Facebook has said it will go through an independent third-party audit to validate the numbers and metrics it publishes in its Community Standards Enforcement Report.
The company is issuing a Request For Proposal (RFP) to external auditors to conduct an independent audit of these metrics.
“We hope to conduct this audit starting in 2021 and have the auditors publish their assessments once completed,” said Vishwanath Sarang, Technical Programme Manager, Integrity.
Facebook said it has been working with auditors internally to assess how the metrics it reports can be audited most effectively.
“Transparency is only helpful if the information we share is useful and accurate. In the context of the Community Standards Enforcement Report, that means the metrics we report are based on sound methodology and accurately reflect what’s happening on our platform,” Sarang said in a blog post on Tuesday.
“We want people to be confident that the numbers we report around harmful content are accurate, so we will undergo an independent, third-party audit, starting in 2021, to validate the numbers we publish in our Community Standards Enforcement Report,” added Guy Rosen, VP Integrity at Facebook.
Over a year ago, Facebook worked with international experts in measurement, statistics, law, economics and governance to provide an independent, public assessment of whether the metrics it shares in the enforcement report provide accurate and useful measures of Facebook’s content moderation challenges.
“They broadly agreed that we are looking at the right metrics and provided some recommendations for improvement including launching appeals reporting,” Sarang said.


INSTRUCTIONS FOR THE TASK :: Write the data out again so that it matches word for word.

SOURCE DATA ::

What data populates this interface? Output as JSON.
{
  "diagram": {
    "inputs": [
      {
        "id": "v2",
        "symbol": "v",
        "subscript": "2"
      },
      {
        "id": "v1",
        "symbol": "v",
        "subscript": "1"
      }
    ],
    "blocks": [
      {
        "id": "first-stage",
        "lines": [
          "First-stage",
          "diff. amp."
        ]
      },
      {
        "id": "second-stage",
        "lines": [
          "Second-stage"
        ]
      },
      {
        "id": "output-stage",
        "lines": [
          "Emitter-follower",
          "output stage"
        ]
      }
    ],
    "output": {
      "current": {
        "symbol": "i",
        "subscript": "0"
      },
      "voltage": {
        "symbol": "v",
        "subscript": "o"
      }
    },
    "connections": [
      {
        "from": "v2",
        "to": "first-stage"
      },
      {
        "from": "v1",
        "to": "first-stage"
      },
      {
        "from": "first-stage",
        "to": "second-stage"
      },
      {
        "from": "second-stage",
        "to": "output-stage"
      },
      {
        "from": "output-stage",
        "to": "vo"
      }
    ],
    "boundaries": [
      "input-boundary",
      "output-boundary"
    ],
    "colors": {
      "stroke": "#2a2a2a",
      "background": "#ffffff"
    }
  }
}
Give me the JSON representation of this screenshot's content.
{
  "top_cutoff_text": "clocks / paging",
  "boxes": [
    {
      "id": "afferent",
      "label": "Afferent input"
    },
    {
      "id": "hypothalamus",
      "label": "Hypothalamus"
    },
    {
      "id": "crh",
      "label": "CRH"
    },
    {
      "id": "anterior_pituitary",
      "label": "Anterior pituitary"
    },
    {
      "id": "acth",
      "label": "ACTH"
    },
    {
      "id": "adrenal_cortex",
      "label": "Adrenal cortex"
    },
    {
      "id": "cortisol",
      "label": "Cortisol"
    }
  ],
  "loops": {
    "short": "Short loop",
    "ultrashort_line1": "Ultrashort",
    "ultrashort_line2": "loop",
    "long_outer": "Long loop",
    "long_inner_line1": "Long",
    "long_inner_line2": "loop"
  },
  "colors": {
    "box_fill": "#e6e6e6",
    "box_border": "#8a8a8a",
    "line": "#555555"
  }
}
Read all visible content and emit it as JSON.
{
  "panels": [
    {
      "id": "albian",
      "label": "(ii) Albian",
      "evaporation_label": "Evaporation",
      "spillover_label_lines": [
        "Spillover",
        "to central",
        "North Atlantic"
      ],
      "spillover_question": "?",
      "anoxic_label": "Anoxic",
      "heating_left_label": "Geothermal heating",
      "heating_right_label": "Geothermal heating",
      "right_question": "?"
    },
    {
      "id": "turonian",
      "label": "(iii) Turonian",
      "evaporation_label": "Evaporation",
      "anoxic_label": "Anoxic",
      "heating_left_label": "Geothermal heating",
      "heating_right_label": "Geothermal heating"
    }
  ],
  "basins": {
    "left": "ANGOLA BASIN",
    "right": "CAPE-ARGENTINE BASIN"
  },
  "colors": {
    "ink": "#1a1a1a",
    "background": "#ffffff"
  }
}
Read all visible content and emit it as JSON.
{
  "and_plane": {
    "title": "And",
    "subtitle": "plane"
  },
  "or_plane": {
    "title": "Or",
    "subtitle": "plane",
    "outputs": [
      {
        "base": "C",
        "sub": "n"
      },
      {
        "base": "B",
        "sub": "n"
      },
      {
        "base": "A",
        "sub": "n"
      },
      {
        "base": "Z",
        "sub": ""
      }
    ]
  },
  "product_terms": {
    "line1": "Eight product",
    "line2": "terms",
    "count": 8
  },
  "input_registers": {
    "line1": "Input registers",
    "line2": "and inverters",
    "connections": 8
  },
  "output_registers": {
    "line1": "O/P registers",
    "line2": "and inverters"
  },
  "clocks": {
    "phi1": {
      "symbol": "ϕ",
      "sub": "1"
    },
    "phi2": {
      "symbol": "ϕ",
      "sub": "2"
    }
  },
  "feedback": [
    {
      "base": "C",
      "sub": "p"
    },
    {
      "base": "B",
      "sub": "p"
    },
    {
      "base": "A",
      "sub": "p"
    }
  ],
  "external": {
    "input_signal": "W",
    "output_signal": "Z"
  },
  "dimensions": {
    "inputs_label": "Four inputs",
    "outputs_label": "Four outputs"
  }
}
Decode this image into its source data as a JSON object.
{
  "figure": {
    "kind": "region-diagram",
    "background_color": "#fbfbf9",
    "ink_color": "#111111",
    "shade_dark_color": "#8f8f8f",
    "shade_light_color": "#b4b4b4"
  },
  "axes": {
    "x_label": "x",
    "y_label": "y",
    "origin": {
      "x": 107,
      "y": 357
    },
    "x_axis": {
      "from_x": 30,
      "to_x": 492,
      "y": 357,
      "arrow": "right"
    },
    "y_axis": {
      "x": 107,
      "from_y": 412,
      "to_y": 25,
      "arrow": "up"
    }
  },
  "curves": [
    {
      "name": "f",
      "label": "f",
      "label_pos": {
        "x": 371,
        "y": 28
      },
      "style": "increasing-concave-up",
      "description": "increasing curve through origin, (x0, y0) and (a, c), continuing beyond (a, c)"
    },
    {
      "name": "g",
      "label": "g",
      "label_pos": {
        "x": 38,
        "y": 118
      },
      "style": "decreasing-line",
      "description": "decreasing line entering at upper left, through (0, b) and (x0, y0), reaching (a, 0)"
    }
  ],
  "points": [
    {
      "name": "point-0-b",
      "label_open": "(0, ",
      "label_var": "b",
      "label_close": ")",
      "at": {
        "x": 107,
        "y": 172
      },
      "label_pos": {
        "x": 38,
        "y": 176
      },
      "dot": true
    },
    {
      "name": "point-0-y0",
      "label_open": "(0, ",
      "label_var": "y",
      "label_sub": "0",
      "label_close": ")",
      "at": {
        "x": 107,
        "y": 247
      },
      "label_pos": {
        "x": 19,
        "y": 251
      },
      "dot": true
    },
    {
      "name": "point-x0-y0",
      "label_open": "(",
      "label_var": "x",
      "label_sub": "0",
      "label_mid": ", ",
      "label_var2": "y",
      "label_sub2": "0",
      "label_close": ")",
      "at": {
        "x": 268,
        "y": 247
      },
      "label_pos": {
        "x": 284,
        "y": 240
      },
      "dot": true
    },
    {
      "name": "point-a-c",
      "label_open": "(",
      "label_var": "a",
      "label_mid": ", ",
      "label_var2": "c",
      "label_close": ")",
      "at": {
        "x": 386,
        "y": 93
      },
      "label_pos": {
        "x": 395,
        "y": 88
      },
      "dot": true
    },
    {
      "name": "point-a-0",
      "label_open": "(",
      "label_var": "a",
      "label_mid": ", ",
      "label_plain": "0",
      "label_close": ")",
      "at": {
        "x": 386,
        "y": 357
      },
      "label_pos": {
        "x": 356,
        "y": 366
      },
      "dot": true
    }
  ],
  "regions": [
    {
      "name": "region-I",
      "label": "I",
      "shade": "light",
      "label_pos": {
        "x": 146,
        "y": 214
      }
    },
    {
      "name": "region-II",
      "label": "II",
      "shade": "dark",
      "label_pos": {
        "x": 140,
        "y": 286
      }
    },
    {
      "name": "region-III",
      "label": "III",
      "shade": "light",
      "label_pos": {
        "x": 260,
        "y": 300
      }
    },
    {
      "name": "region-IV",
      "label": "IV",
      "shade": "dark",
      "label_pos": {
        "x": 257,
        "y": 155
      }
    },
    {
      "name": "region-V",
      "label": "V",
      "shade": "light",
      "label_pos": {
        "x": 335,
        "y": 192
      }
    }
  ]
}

FINAL ANSWER ::
What data populates this interface? Output as JSON.
{
  "diagram": {
    "inputs": [
      {
        "id": "v2",
        "symbol": "v",
        "subscript": "2"
      },
      {
        "id": "v1",
        "symbol": "v",
        "subscript": "1"
      }
    ],
    "blocks": [
      {
        "id": "first-stage",
        "lines": [
          "First-stage",
          "diff. amp."
        ]
      },
      {
        "id": "second-stage",
        "lines": [
          "Second-stage"
        ]
      },
      {
        "id": "output-stage",
        "lines": [
          "Emitter-follower",
          "output stage"
        ]
      }
    ],
    "output": {
      "current": {
        "symbol": "i",
        "subscript": "0"
      },
      "voltage": {
        "symbol": "v",
        "subscript": "o"
      }
    },
    "connections": [
      {
        "from": "v2",
        "to": "first-stage"
      },
      {
        "from": "v1",
        "to": "first-stage"
      },
      {
        "from": "first-stage",
        "to": "second-stage"
      },
      {
        "from": "second-stage",
        "to": "output-stage"
      },
      {
        "from": "output-stage",
        "to": "vo"
      }
    ],
    "boundaries": [
      "input-boundary",
      "output-boundary"
    ],
    "colors": {
      "stroke": "#2a2a2a",
      "background": "#ffffff"
    }
  }
}
Give me the JSON representation of this screenshot's content.
{
  "top_cutoff_text": "clocks / paging",
  "boxes": [
    {
      "id": "afferent",
      "label": "Afferent input"
    },
    {
      "id": "hypothalamus",
      "label": "Hypothalamus"
    },
    {
      "id": "crh",
      "label": "CRH"
    },
    {
      "id": "anterior_pituitary",
      "label": "Anterior pituitary"
    },
    {
      "id": "acth",
      "label": "ACTH"
    },
    {
      "id": "adrenal_cortex",
      "label": "Adrenal cortex"
    },
    {
      "id": "cortisol",
      "label": "Cortisol"
    }
  ],
  "loops": {
    "short": "Short loop",
    "ultrashort_line1": "Ultrashort",
    "ultrashort_line2": "loop",
    "long_outer": "Long loop",
    "long_inner_line1": "Long",
    "long_inner_line2": "loop"
  },
  "colors": {
    "box_fill": "#e6e6e6",
    "box_border": "#8a8a8a",
    "line": "#555555"
  }
}
Read all visible content and emit it as JSON.
{
  "panels": [
    {
      "id": "albian",
      "label": "(ii) Albian",
      "evaporation_label": "Evaporation",
      "spillover_label_lines": [
        "Spillover",
        "to central",
        "North Atlantic"
      ],
      "spillover_question": "?",
      "anoxic_label": "Anoxic",
      "heating_left_label": "Geothermal heating",
      "heating_right_label": "Geothermal heating",
      "right_question": "?"
    },
    {
      "id": "turonian",
      "label": "(iii) Turonian",
      "evaporation_label": "Evaporation",
      "anoxic_label": "Anoxic",
      "heating_left_label": "Geothermal heating",
      "heating_right_label": "Geothermal heating"
    }
  ],
  "basins": {
    "left": "ANGOLA BASIN",
    "right": "CAPE-ARGENTINE BASIN"
  },
  "colors": {
    "ink": "#1a1a1a",
    "background": "#ffffff"
  }
}
Read all visible content and emit it as JSON.
{
  "and_plane": {
    "title": "And",
    "subtitle": "plane"
  },
  "or_plane": {
    "title": "Or",
    "subtitle": "plane",
    "outputs": [
      {
        "base": "C",
        "sub": "n"
      },
      {
        "base": "B",
        "sub": "n"
      },
      {
        "base": "A",
        "sub": "n"
      },
      {
        "base": "Z",
        "sub": ""
      }
    ]
  },
  "product_terms": {
    "line1": "Eight product",
    "line2": "terms",
    "count": 8
  },
  "input_registers": {
    "line1": "Input registers",
    "line2": "and inverters",
    "connections": 8
  },
  "output_registers": {
    "line1": "O/P registers",
    "line2": "and inverters"
  },
  "clocks": {
    "phi1": {
      "symbol": "ϕ",
      "sub": "1"
    },
    "phi2": {
      "symbol": "ϕ",
      "sub": "2"
    }
  },
  "feedback": [
    {
      "base": "C",
      "sub": "p"
    },
    {
      "base": "B",
      "sub": "p"
    },
    {
      "base": "A",
      "sub": "p"
    }
  ],
  "external": {
    "input_signal": "W",
    "output_signal": "Z"
  },
  "dimensions": {
    "inputs_label": "Four inputs",
    "outputs_label": "Four outputs"
  }
}
Decode this image into its source data as a JSON object.
{
  "figure": {
    "kind": "region-diagram",
    "background_color": "#fbfbf9",
    "ink_color": "#111111",
    "shade_dark_color": "#8f8f8f",
    "shade_light_color": "#b4b4b4"
  },
  "axes": {
    "x_label": "x",
    "y_label": "y",
    "origin": {
      "x": 107,
      "y": 357
    },
    "x_axis": {
      "from_x": 30,
      "to_x": 492,
      "y": 357,
      "arrow": "right"
    },
    "y_axis": {
      "x": 107,
      "from_y": 412,
      "to_y": 25,
      "arrow": "up"
    }
  },
  "curves": [
    {
      "name": "f",
      "label": "f",
      "label_pos": {
        "x": 371,
        "y": 28
      },
      "style": "increasing-concave-up",
      "description": "increasing curve through origin, (x0, y0) and (a, c), continuing beyond (a, c)"
    },
    {
      "name": "g",
      "label": "g",
      "label_pos": {
        "x": 38,
        "y": 118
      },
      "style": "decreasing-line",
      "description": "decreasing line entering at upper left, through (0, b) and (x0, y0), reaching (a, 0)"
    }
  ],
  "points": [
    {
      "name": "point-0-b",
      "label_open": "(0, ",
      "label_var": "b",
      "label_close": ")",
      "at": {
        "x": 107,
        "y": 172
      },
      "label_pos": {
        "x": 38,
        "y": 176
      },
      "dot": true
    },
    {
      "name": "point-0-y0",
      "label_open": "(0, ",
      "label_var": "y",
      "label_sub": "0",
      "label_close": ")",
      "at": {
        "x": 107,
        "y": 247
      },
      "label_pos": {
        "x": 19,
        "y": 251
      },
      "dot": true
    },
    {
      "name": "point-x0-y0",
      "label_open": "(",
      "label_var": "x",
      "label_sub": "0",
      "label_mid": ", ",
      "label_var2": "y",
      "label_sub2": "0",
      "label_close": ")",
      "at": {
        "x": 268,
        "y": 247
      },
      "label_pos": {
        "x": 284,
        "y": 240
      },
      "dot": true
    },
    {
      "name": "point-a-c",
      "label_open": "(",
      "label_var": "a",
      "label_mid": ", ",
      "label_var2": "c",
      "label_close": ")",
      "at": {
        "x": 386,
        "y": 93
      },
      "label_pos": {
        "x": 395,
        "y": 88
      },
      "dot": true
    },
    {
      "name": "point-a-0",
      "label_open": "(",
      "label_var": "a",
      "label_mid": ", ",
      "label_plain": "0",
      "label_close": ")",
      "at": {
        "x": 386,
        "y": 357
      },
      "label_pos": {
        "x": 356,
        "y": 366
      },
      "dot": true
    }
  ],
  "regions": [
    {
      "name": "region-I",
      "label": "I",
      "shade": "light",
      "label_pos": {
        "x": 146,
        "y": 214
      }
    },
    {
      "name": "region-II",
      "label": "II",
      "shade": "dark",
      "label_pos": {
        "x": 140,
        "y": 286
      }
    },
    {
      "name": "region-III",
      "label": "III",
      "shade": "light",
      "label_pos": {
        "x": 260,
        "y": 300
      }
    },
    {
      "name": "region-IV",
      "label": "IV",
      "shade": "dark",
      "label_pos": {
        "x": 257,
        "y": 155
      }
    },
    {
      "name": "region-V",
      "label": "V",
      "shade": "light",
      "label_pos": {
        "x": 335,
        "y": 192
      }
    }
  ]
}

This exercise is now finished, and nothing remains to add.